"On average the total returns on pure equity stocks is better than pure dividend stocks. If you factor in tax treatment of capital gains vs qualified dividends, pure equity stocks still put more money in your pocket on average."On average the total returns on pure equity stocks is better than pure dividend stocks. If you factor in tax treatment of capital gains vs qualified dividends, pure equity stocks still put more money in your pocket on average.
If reliable cashflow is the priority then dividend stocks have their place but GICs and bonds are more reliable albeit lower total returns on average and tax treatment on interest is usually the worst.
Now might be a good time to get into dividend stocks like BCE and Enbridge as those companies require intense capital investment that is financed through debt and interest rates are falling. You could be collecting that sweet 8.65% BCE dividend and the stock appreciates significantly from the drop in interest rates.
Whichever gives the lowest effective tax rate depends on a myriad of factors, such as income level, potential clawbacks, etc. In general, if you're in the higher tax brackets (and everyone appears to be a millionaire on Terb, LOL), capital gains are preferable.
Using an extreme example, billionaires don't want dividends, because it forces them to pay taxes on cash they don't need. When, say, Bezos decides he wants to buy a yacht or travel to space, he'll sell some shares.
Lots of pro-dividend investors use Warren Buffett as a counterargument, but Buffet doesn't base his investment decisions on dividends (he made it clear in Berkshire's 2012 letter to shareholders)--he's a value investor who buys solid, but undervalued (his opinion) stocks. And, he prefers more established, mature companies, which tend to pay dividends. Because he likes low prices, it makes it seem he prefers to buy high-dividend yield stocks, but it's just a coincidence--he cares about total return.
"If reliable cashflow is the priority then dividend stocks have their place..."
Yeah, it's the "bird-in-hand" argument aka uncertainty resolution by dividend investors--another reason dividend investors prefer dividends because they're more predictable than capital gains. But, as you implicitly said, what really matters is total return--that is, how much money you actually end up having.
Looks like so-called "blue-chip" stocks are really popular on Terb, like BCE, Rogers, Big Banks, etc. I'll use BCE as an example since there a popular thread on it on Terb--yeah, the stock has a high dividend yield, but that's because it's been tanking. Over the past FIVE years, it's essentially flat (actually slightly down) on a total return basis, while the TSX is up almost 40 percent (sites like Ycharts can give you the total return, and not just the capital gain/loss return).
Sure, the TSX index fund mainly doesn't generate explicit cash flows, so you'd have to sell some shares to generate your own cash flow/dividend, but at the end of the day, you have more money in your bank account.
Then to outperform the TSX or whatever market index, then you'd have to construct a portfolio of dividend-paying stocks that outperform (i.e., stock pick). Not saying it's impossible, but the odds are not in one's favour to outperform the market, especially over time (5+ years). And, based on some of the posts here (e.g., people complaining about the stock performance of BCE, TD, etc.; people panic-selling Tesla in late 2022, etc.), I'd venture to say most people here haven't beat the market over 5+ years. If they have, they likely took on additional risk for which they were compensated for. I doubt anybody here who actually outperformed the market strictly on a return basis (not factoring in risk) actually calculated their risk-adjusted return using, say, the Sharpe or Treynor ratio.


Copy the listing exactly as given. Omit every picture.
* * * * * * * * *
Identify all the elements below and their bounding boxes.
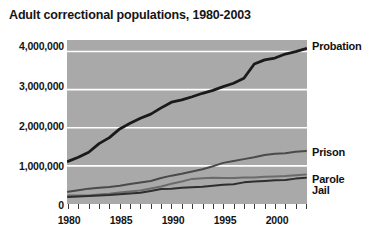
x-tick-label-1990: 1990 <box>162 214 185 226</box>
x-tick-label-2000: 2000 <box>266 214 289 226</box>
x-tick-mark <box>234 204 235 209</box>
x-tick-mark <box>171 204 172 209</box>
x-tick-mark <box>151 204 152 209</box>
plot-area <box>67 40 307 204</box>
y-tick-label-3000000: 3,000,000 <box>19 80 64 92</box>
chart-figure: Adult correctional populations, 1980-200… <box>0 0 382 241</box>
y-axis: 4,000,000 3,000,000 2,000,000 1,000,000 … <box>0 0 64 241</box>
x-tick-mark <box>99 204 100 209</box>
x-tick-mark <box>78 204 79 209</box>
x-tick-mark <box>275 204 276 209</box>
y-tick-label-2000000: 2,000,000 <box>19 120 64 132</box>
series-label-prison: Prison <box>312 146 345 158</box>
y-tick-label-0: 0 <box>58 199 64 211</box>
series-lines <box>68 49 306 197</box>
y-tick-label-1000000: 1,000,000 <box>19 160 64 172</box>
x-tick-mark <box>203 204 204 209</box>
x-tick-mark <box>89 204 90 209</box>
x-axis-tick-marks <box>67 204 307 211</box>
y-tick-label-4000000: 4,000,000 <box>19 40 64 52</box>
x-tick-mark <box>130 204 131 209</box>
x-tick-mark <box>223 204 224 209</box>
x-tick-mark <box>120 204 121 209</box>
series-label-jail: Jail <box>312 184 330 196</box>
x-axis: 1980 1985 1990 1995 2000 <box>0 214 382 232</box>
x-tick-mark <box>285 204 286 209</box>
x-tick-mark <box>213 204 214 209</box>
plot-lines <box>67 40 307 204</box>
x-tick-label-1995: 1995 <box>214 214 237 226</box>
x-tick-mark <box>192 204 193 209</box>
x-tick-mark <box>109 204 110 209</box>
x-tick-mark <box>296 204 297 209</box>
x-tick-mark <box>306 204 307 209</box>
series-line-prison <box>68 151 306 192</box>
x-tick-mark <box>161 204 162 209</box>
x-tick-mark <box>68 204 69 209</box>
series-line-parole <box>68 174 306 195</box>
x-tick-mark <box>265 204 266 209</box>
gridlines <box>67 51 307 165</box>
x-tick-mark <box>140 204 141 209</box>
x-tick-mark <box>182 204 183 209</box>
x-tick-mark <box>254 204 255 209</box>
x-tick-label-1980: 1980 <box>58 214 81 226</box>
x-tick-label-1985: 1985 <box>110 214 133 226</box>
series-line-probation <box>68 49 306 162</box>
series-label-probation: Probation <box>312 40 362 52</box>
x-tick-mark <box>244 204 245 209</box>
* * * * * * * * *
**Response box**
Identify all the elements below and their bounding boxes.
x-tick-label-1990: 1990 <box>162 214 185 226</box>
x-tick-label-2000: 2000 <box>266 214 289 226</box>
x-tick-mark <box>234 204 235 209</box>
x-tick-mark <box>171 204 172 209</box>
x-tick-mark <box>151 204 152 209</box>
plot-area <box>67 40 307 204</box>
y-tick-label-3000000: 3,000,000 <box>19 80 64 92</box>
chart-figure: Adult correctional populations, 1980-200… <box>0 0 382 241</box>
y-axis: 4,000,000 3,000,000 2,000,000 1,000,000 … <box>0 0 64 241</box>
x-tick-mark <box>99 204 100 209</box>
x-tick-mark <box>78 204 79 209</box>
x-tick-mark <box>275 204 276 209</box>
y-tick-label-2000000: 2,000,000 <box>19 120 64 132</box>
series-label-prison: Prison <box>312 146 345 158</box>
y-tick-label-0: 0 <box>58 199 64 211</box>
series-lines <box>68 49 306 197</box>
y-tick-label-1000000: 1,000,000 <box>19 160 64 172</box>
x-tick-mark <box>203 204 204 209</box>
x-tick-mark <box>89 204 90 209</box>
x-axis-tick-marks <box>67 204 307 211</box>
y-tick-label-4000000: 4,000,000 <box>19 40 64 52</box>
x-tick-mark <box>130 204 131 209</box>
x-tick-mark <box>223 204 224 209</box>
x-tick-mark <box>120 204 121 209</box>
series-label-jail: Jail <box>312 184 330 196</box>
x-axis: 1980 1985 1990 1995 2000 <box>0 214 382 232</box>
x-tick-mark <box>285 204 286 209</box>
x-tick-mark <box>213 204 214 209</box>
plot-lines <box>67 40 307 204</box>
x-tick-label-1995: 1995 <box>214 214 237 226</box>
x-tick-mark <box>192 204 193 209</box>
x-tick-mark <box>109 204 110 209</box>
x-tick-mark <box>296 204 297 209</box>
x-tick-mark <box>306 204 307 209</box>
series-line-prison <box>68 151 306 192</box>
x-tick-mark <box>161 204 162 209</box>
x-tick-mark <box>68 204 69 209</box>
series-line-parole <box>68 174 306 195</box>
x-tick-mark <box>265 204 266 209</box>
gridlines <box>67 51 307 165</box>
x-tick-mark <box>140 204 141 209</box>
x-tick-mark <box>182 204 183 209</box>
x-tick-mark <box>254 204 255 209</box>
x-tick-label-1980: 1980 <box>58 214 81 226</box>
x-tick-label-1985: 1985 <box>110 214 133 226</box>
series-line-probation <box>68 49 306 162</box>
series-label-probation: Probation <box>312 40 362 52</box>
x-tick-mark <box>244 204 245 209</box>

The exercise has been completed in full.